Race-Based Failure-to-Hire Discrimination Claim Will Proceed Against Oscar De La Renta

In Harris v. Oscar De La Renta, LLC, 2022 WL 540659 (SDNY Feb. 22, 2022), the court, inter alia, denied defendant’s motion to dismiss plaintiff’s race-based failure-to-hire claim asserted under Title VII of the Civil Rights Act of 1964.

From the decision:

In this case, the plaintiff states a claim for failure to hire. The defendant does not dispute that the plaintiff is a member of a protected class, that she was qualified to be a patternmaker, or that the plaintiff was rejected for a position with ODLR. Instead, the defendant argues that the plaintiff’s claim should be dismissed because (1) the plaintiff fails to allege that she applied for any open positions or that she was promised a position with ODLR, and (2) the plaintiff fails to demonstrate that she was denied employment in circumstances giving rise to an inference of discrimination. Construing the facts in the light most favorable to the plaintiff, however, the plaintiff has adequately pleaded both elements.

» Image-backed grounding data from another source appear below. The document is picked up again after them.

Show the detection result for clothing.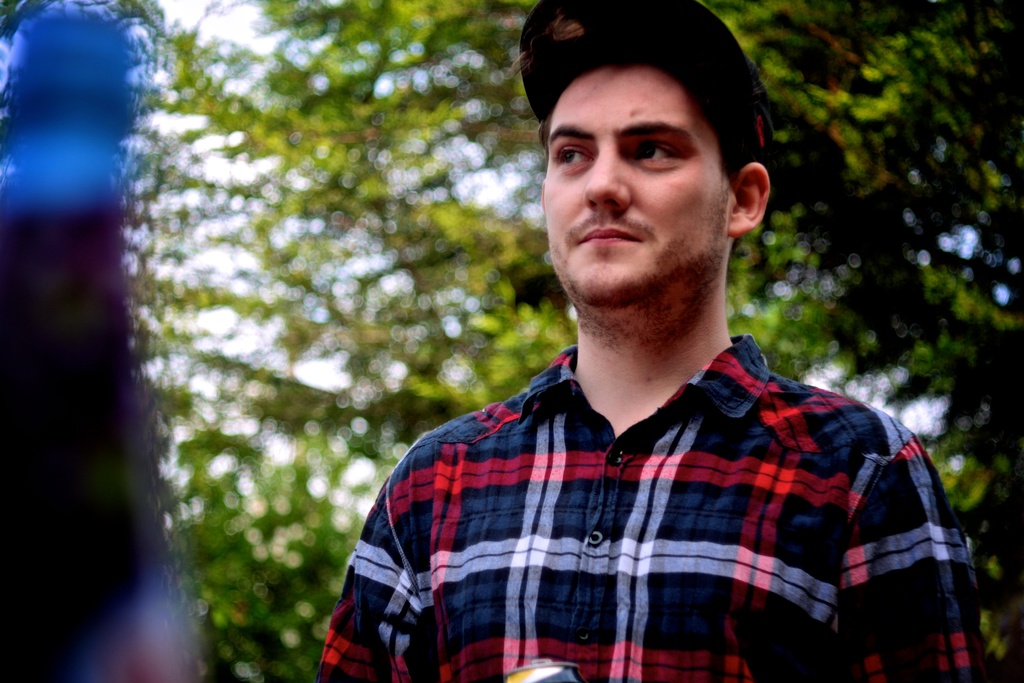
[522, 0, 780, 179].
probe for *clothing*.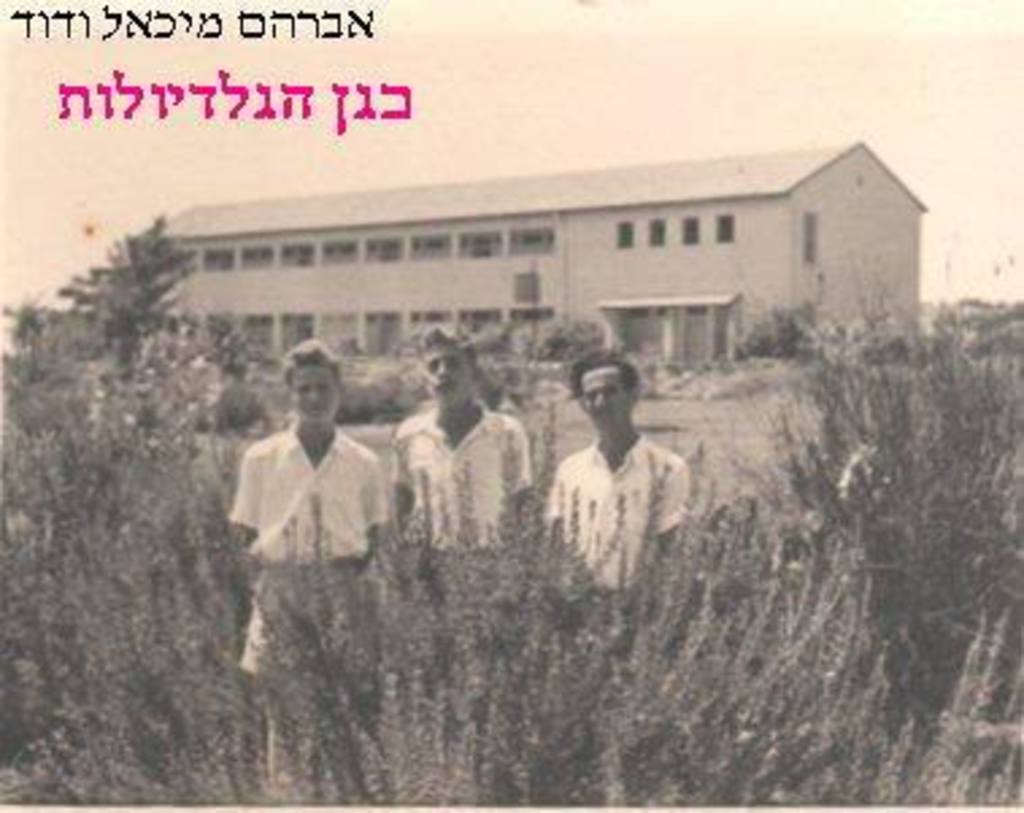
Probe result: box(540, 354, 702, 621).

First, the plaintiff has adequately pleaded that the defendant “openly entertained” her expressions of interest in a full-time patternmaker role, and “induced her into believing that she had a realistic chance of obtaining the position, despite never formally posting it,” and this is sufficient to satisfy the “application for an open position” prong. See Hughes v. Twenty-First Century Fox, Inc., 304 F. Supp. 3d 429, 446 (S.D.N.Y. 2018). Indeed, the plaintiff claims that she accepted a two-week employment with ODLR after being told by Cerise, the hiring manager, that the plaintiff would be hired to fill a patternmaker role once those two weeks elapsed. Her allegations suggest that, while the plaintiff may not have submitted a formal application for an open position, the plaintiff attempted to apply for a role through informal channels, and the defendant “induced [the plaintiff] into believing that she had a realistic chance of obtaining the position.” Id. This is sufficient, especially where, as here, the defendant-employer appears to have “used the lure of a full-time [position] as a carrot and a stick to secure” something that they want from the plaintiff – here, the plaintiff’s aid in advance of the fashion show. See id. In such a situation, it would be unreasonable to allow the defendant to end-run the plaintiff’s failure-to-hire claim by claiming that no formal application was made. See id.

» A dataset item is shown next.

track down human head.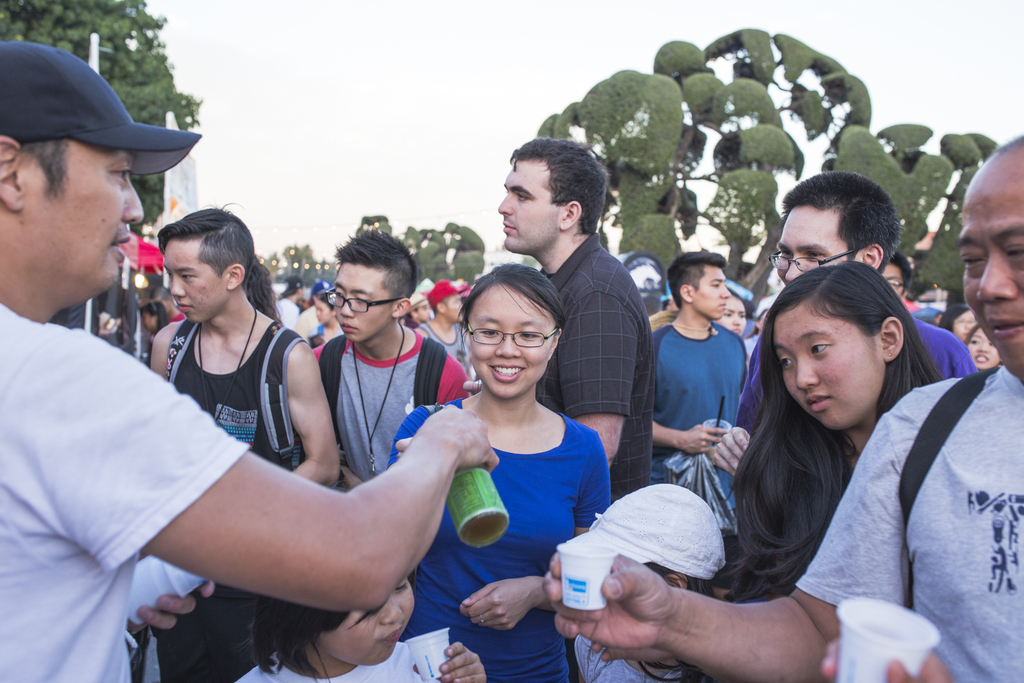
Tracked to 335 236 419 340.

Second, the plaintiff has sufficiently alleged that her denial of employment occurred in circumstances that raise a minimal inference of discrimination. The plaintiff claims that Mr. Garcia, a person with supervisory duties in the company and over the plaintiff, told the hiring manager that the hiring manager could not hire the plaintiff because Mr. Garcia does not like African Americans. The plaintiff also alleges that she was the only African American patternmaker at the company and that the company did not hire African Americans. These allegations – together with the plaintiff’s other, time-barred claims of discrimination, which “shed[ ] light on [the defendant’s] motivation and thus bolster [the plaintiff’s] claim that [the defendant] treated [her] differently because of [her] ethnicity,” see Vega, 801 F.3d at 88 – suffice to raise a minimal inference of discrimination, see Leibowitz v. Cornell Univ., 584 F.3d 487, 502 (2d Cir. 2009) (noting that an inference of discrimination may arise from such circumstances as “invidious comments about others in the employee’s protected group; or the more favorable treatment of employees not in the protected group; or the sequence of events leading to the plaintiff’s discharge”).

Based on this, the court denied defendant’s motion to dismiss.